Workers fear detention there
Across a river in a remote part of India's northeast, labourers have cleared dense forest in an area equivalent to about seven soccer fields and are building the first mass detention centre for illegal immigrants.
The camp in the lush, tea-growing state of Assam is intended for at least 3,000 detainees. It will also have a school, a hospital, a recreation area and quarters for security forces - as well as a high boundary wall and watchtowers, according to Reuters interviews with workers and contractors at the site and a review of copies of its layout plans.
Some of the workers building the camp said they were not on a citizenship list Assam released last week as part of a drive to detect illegal immigrants. That means the workers could themselves end up in detention.
Shefali Hajong, a gaunt tribal woman from a nearby village, said she was not on the list and will join nearly two million people who need to prove they are Indian citizens by producing documents such as birth and land ownership certificates dating back decades.

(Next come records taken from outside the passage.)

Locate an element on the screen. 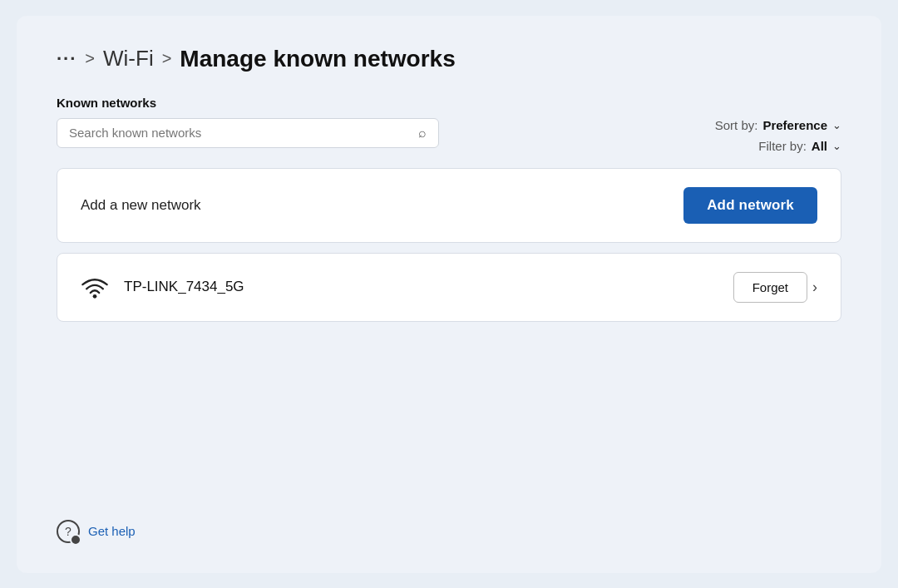  add-network-label: Add a new network is located at coordinates (141, 205).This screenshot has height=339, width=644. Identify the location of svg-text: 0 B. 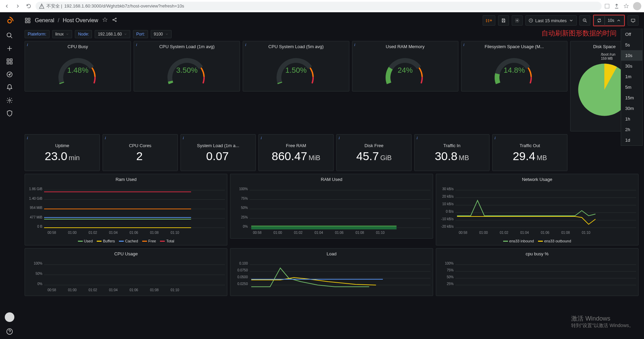
(40, 227).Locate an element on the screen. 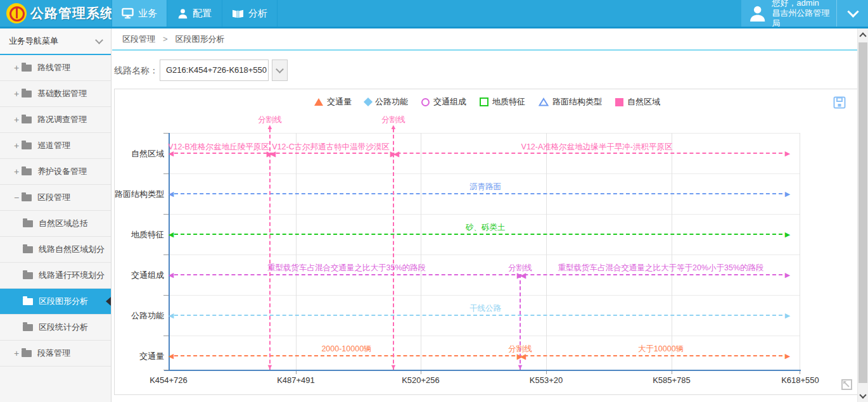 Image resolution: width=868 pixels, height=402 pixels. chevron-up-icon is located at coordinates (863, 35).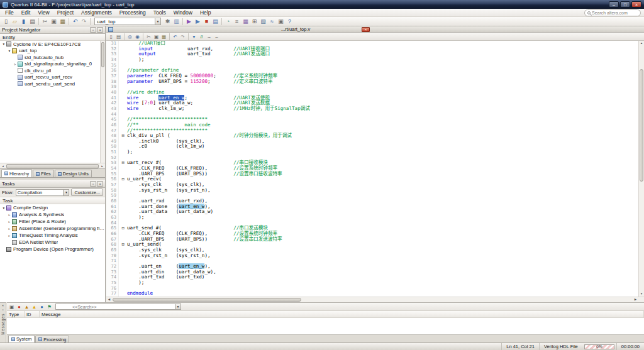  Describe the element at coordinates (53, 243) in the screenshot. I see `task-item: EDA Netlist Writer` at that location.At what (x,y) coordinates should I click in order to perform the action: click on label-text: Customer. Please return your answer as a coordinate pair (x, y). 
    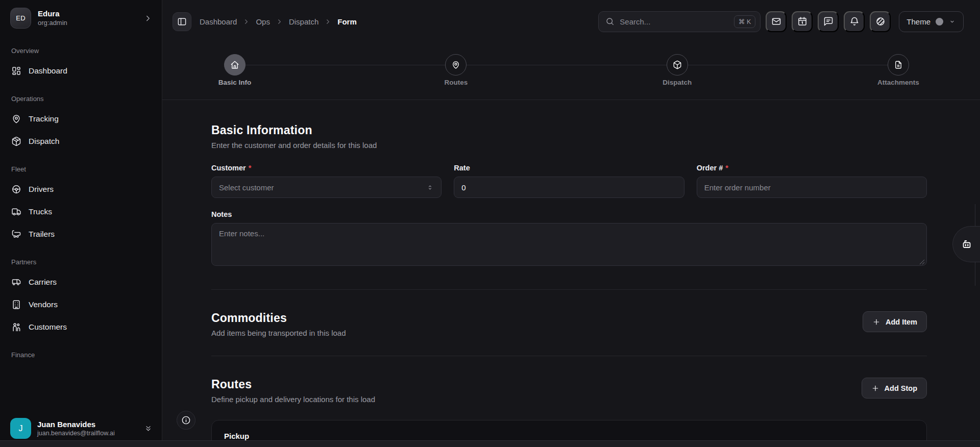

If they fail to do so, they risk being taken to detention camps like the one being built. The government says there are hundreds of thousands of illegal immigrants in Assam from neighbouring Muslim-majority Bangladesh, but Dhaka has refused to accept anyone declared an illegal immigrant in India.
Shefali, who belongs to the indigenous Hajong tribe, said she was tense because of the situation.
"But I need to fill my stomach," she said in the local Assamese dialect as she used a hoe to feed stones into a concrete mixer. She and other workers make about $4 a day, which is considered a decent wage in the impoverished area.
She said she didn't know her exact age and believed it was about 26, adding that she did not know why she wasn't on the citizenship list. "We don't have birth certificates," said her mother, Malati Hajong, also working at the site.
The camp, near the town of Goalpara, is the first of at least ten detention centers Assam has planned, according to local media reports.
The mammoth Supreme Court-ordered exercise to document Assam's citizens has been strongly backed by Prime Minister Narendra Modi's Hindu nationalist government that came to power in New Delhi five years ago. Critics say the campaign is aimed at Muslims, even those who have lived legally in India for decades.